A Quote by Mark Goulston

The measure of self-assurance is how deeply and sincerely interested you are in others; the measure of insecurity is how much you try to impress them with you. — © Mark Goulston
The measure of self-assurance is how deeply and sincerely interested you are in others; the measure of insecurity is how much you try to impress them with you.
The true measure of a man is not his intelligence or how high he rises in this freak establishment. No, the true measure of a man is this: how quickly can he respond to the needs of others and how much of himself he can give.
There are many things you shouldn't measure. Don't, for example, try to measure how much you love your wife!
Fortunately for me, I don't come from the school where you only measure success by how much money something makes or whether it has a big box-office weekend. I measure it by how much people actually participate in the process.
I have heard it said that the measure of a civilization is how it treats those who have hurt it. I think a further measure is how it treats those who deeply disappoint it.
How can I be secure? Through amassing wealth beyond all measure? No. And what's beyond measure? That's a sickness. That's a trap. There is no measure. Only greed.
What could you measure? What would that cost? How fast could you get the results? If you can afford it, try it. If you measure it, it will improve.
You can measure films on box office success, or people lovin' the movie whenever they see it. That's what I measure my movies on. How much people love these movies after they get a chance to see them, no matter how they get a chance to see them.
You measure success by how much good you do for others.
Community is composed of that which we don't attempt to measure, for which we keep no record and ask no recompense. Most are things we cannot measure no matter how hard we try.
Do not measure your marriage by how much love you feel today: measure it by how much love you've offered today.
Don’t measure busywork. Don’t measure activity. Measure accomplishment. It doesn’t matter what people do as much as it matters what they get done.
The infinite wonders of the universe are revealed to us in exact measure as we are capable of receiving them. The keenness of our vision depends not on how much we can see, but on how much we feel.
What do we measure when we measure time? The gloomy answer from Hawking, one of our most implacably cheerful scientists, is that we measure entropy. We measure changes and those changes are all for the worse. We measure increasing disorder. Life is hard, says science, and constancy is the greatest of miracles.
We don't measure our people's success in how they're doing in government. We measure how they are doing in the real world and the private sector economy.
You are inexperienced. So was I, once. So is every man. The measure of a person is not how much they have lived. . . It's in how they make us of what life has shown them.
I'm more interested in the psychic intricacies that they build up and try to run away from, and how they self-construct. A lot of my work is about self-construction. Here, it's those folks who are deeply wounded and bewildered. They're not just victims of trauma; they've been shaken so forcefully that they don't quite know how or where to stand.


WHAT NEEDS TO BE DONE —
Make an exact transcription of the data below.
*** Opening of SUPPLIED DATA ***
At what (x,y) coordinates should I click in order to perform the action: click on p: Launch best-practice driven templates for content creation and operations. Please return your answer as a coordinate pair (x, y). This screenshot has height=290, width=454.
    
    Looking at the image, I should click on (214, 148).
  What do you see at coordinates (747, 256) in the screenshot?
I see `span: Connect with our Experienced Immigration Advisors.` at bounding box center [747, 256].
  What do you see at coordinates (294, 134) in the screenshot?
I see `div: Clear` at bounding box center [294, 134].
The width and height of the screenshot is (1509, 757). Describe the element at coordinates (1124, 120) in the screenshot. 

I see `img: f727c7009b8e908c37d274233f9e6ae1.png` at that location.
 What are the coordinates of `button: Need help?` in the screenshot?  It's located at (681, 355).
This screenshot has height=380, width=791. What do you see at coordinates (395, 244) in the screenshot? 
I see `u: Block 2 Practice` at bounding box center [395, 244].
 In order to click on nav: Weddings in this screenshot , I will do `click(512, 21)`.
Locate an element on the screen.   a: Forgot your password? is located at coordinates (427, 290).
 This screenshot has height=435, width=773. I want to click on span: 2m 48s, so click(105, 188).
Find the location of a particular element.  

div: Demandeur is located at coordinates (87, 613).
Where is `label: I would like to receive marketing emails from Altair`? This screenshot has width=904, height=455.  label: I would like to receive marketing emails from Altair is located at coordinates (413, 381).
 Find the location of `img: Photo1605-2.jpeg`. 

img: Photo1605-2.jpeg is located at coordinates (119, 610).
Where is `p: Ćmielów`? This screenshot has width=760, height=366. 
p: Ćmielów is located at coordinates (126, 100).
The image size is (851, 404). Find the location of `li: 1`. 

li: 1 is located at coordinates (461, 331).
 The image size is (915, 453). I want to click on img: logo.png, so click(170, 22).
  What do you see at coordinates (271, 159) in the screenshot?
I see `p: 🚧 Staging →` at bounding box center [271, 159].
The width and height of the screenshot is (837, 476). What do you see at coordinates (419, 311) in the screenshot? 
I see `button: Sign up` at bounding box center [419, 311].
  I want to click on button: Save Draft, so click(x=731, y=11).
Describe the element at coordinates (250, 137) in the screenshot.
*** Close of SUPPLIED DATA ***
EXERCISE ANSWER —
At what (x,y) coordinates should I click in order to perform the action: click on p: Launch best-practice driven templates for content creation and operations. Please return your answer as a coordinate pair (x, y). This screenshot has height=290, width=454.
    
    Looking at the image, I should click on (214, 148).
  What do you see at coordinates (747, 256) in the screenshot?
I see `span: Connect with our Experienced Immigration Advisors.` at bounding box center [747, 256].
  What do you see at coordinates (294, 134) in the screenshot?
I see `div: Clear` at bounding box center [294, 134].
The width and height of the screenshot is (1509, 757). Describe the element at coordinates (1124, 120) in the screenshot. 

I see `img: f727c7009b8e908c37d274233f9e6ae1.png` at that location.
 What are the coordinates of `button: Need help?` in the screenshot?  It's located at (681, 355).
This screenshot has height=380, width=791. What do you see at coordinates (395, 244) in the screenshot? 
I see `u: Block 2 Practice` at bounding box center [395, 244].
 In order to click on nav: Weddings in this screenshot , I will do `click(512, 21)`.
Locate an element on the screen.   a: Forgot your password? is located at coordinates (427, 290).
 This screenshot has height=435, width=773. I want to click on span: 2m 48s, so click(105, 188).
Find the location of a particular element.  

div: Demandeur is located at coordinates (87, 613).
Where is `label: I would like to receive marketing emails from Altair`? This screenshot has width=904, height=455.  label: I would like to receive marketing emails from Altair is located at coordinates (413, 381).
 Find the location of `img: Photo1605-2.jpeg`. 

img: Photo1605-2.jpeg is located at coordinates (119, 610).
Where is `p: Ćmielów`? This screenshot has width=760, height=366. 
p: Ćmielów is located at coordinates (126, 100).
The image size is (851, 404). Find the location of `li: 1`. 

li: 1 is located at coordinates (461, 331).
 The image size is (915, 453). I want to click on img: logo.png, so click(170, 22).
  What do you see at coordinates (271, 159) in the screenshot?
I see `p: 🚧 Staging →` at bounding box center [271, 159].
The width and height of the screenshot is (837, 476). What do you see at coordinates (419, 311) in the screenshot? 
I see `button: Sign up` at bounding box center [419, 311].
  I want to click on button: Save Draft, so click(x=731, y=11).
Describe the element at coordinates (250, 137) in the screenshot.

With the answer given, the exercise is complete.